Melville’s Moby Dick: Shifts in Narrative Voice and Literary Genres
"The novel is an encyclopedia of forms, a narrative chowder that combines dictionary, whaling manual, comedy, tragedy, epic, prophecy, sermon, soliloquy, drama, bawdy humor, and tales within tales. … Melville looks at the whale, with relish, from an exuberant assortment of literary angles, encompassing them all into one mighty compendium and in so doing breaking the boundaries of what it means to be a book."
—Elizabeth Renker, Introduction to Moby-Dick
Moby-Dick, by Herman Melville, is widely recognized as one of the centerpieces of the American Renaissance. This text is more than a chronicle of Ahab’s quest for the great white whale, the novel offers insight into the whaling industry that shaped the New England seacoast in the 19th century. Melville himself spent time at sea and fashioned many of the details in Moby-Dick after his own experiences traveling aboard a whaling vessel in the South Pacific. Though seldom praised during Melville’s lifetime, Moby-Dick remains relevant today, as it helps builds our perceptions of America’s unique literary culture.

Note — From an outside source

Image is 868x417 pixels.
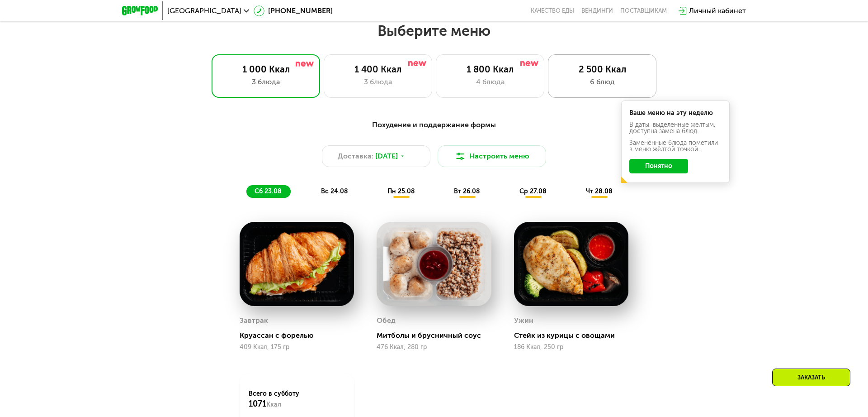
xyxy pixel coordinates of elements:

This unit is a study of the shifts in narrative voice and literary genres that Melville makes throughout Moby-Dick. It serves to introduce students to several unique features of the novel without demanding as much class time as would reading the entire text. The lessons comprise a series of close readings of passages from the novel.

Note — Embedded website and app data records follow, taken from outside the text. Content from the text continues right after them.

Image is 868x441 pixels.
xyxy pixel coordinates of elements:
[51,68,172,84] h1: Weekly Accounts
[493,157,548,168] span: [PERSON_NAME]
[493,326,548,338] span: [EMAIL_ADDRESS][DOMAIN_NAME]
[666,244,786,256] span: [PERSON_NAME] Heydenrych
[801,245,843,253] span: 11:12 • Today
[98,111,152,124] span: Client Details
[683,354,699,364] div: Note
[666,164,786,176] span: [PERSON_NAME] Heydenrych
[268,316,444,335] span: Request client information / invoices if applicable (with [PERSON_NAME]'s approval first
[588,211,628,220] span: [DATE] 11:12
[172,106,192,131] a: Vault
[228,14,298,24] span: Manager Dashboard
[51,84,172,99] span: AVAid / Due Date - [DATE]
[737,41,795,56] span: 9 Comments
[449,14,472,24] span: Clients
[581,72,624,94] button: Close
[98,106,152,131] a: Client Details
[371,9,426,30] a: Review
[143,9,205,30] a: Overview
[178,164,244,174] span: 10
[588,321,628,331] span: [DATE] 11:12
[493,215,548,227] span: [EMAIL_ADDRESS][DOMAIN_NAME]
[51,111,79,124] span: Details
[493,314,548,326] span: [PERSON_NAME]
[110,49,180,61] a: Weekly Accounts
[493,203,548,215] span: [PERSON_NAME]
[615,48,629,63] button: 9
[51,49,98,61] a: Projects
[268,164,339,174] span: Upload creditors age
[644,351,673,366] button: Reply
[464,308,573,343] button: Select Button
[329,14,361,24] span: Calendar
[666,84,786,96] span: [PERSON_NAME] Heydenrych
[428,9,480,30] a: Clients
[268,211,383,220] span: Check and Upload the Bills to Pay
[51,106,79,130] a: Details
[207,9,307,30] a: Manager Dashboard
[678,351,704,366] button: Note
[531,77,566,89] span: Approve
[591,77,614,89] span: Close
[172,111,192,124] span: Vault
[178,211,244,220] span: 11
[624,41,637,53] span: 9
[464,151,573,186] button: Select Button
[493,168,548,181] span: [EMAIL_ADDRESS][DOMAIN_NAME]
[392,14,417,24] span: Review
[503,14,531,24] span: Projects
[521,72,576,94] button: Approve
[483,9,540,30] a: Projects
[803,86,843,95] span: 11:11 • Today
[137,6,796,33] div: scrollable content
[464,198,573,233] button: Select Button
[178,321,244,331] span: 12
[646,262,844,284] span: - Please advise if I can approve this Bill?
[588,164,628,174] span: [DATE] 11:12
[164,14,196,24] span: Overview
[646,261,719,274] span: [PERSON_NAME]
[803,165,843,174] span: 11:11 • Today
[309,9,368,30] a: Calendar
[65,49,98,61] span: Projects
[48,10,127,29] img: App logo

Lesson 1 has students explore Melville’s development of his first person narrator Ishmael through a close reading of chapter 1. Students will consider Ishmael’s positioning of the Fates in the novel and the extent to which this positioning makes a narrative shift necessary to understand the perspective of other characters.
The next two lessons serve to orient students to several of the genres in this novel. Lesson 2 has students perform a close reading dramatic script as it surfaces in chapter 37 to examine Melville’s characterizations of Ahab as a foil to Ishmael. Students then analyze the shifting perspectives on character that this chapter elicits within the novel, and delve deeply into Melville’s complex protagonist—the multifarious character of Captain Ahab.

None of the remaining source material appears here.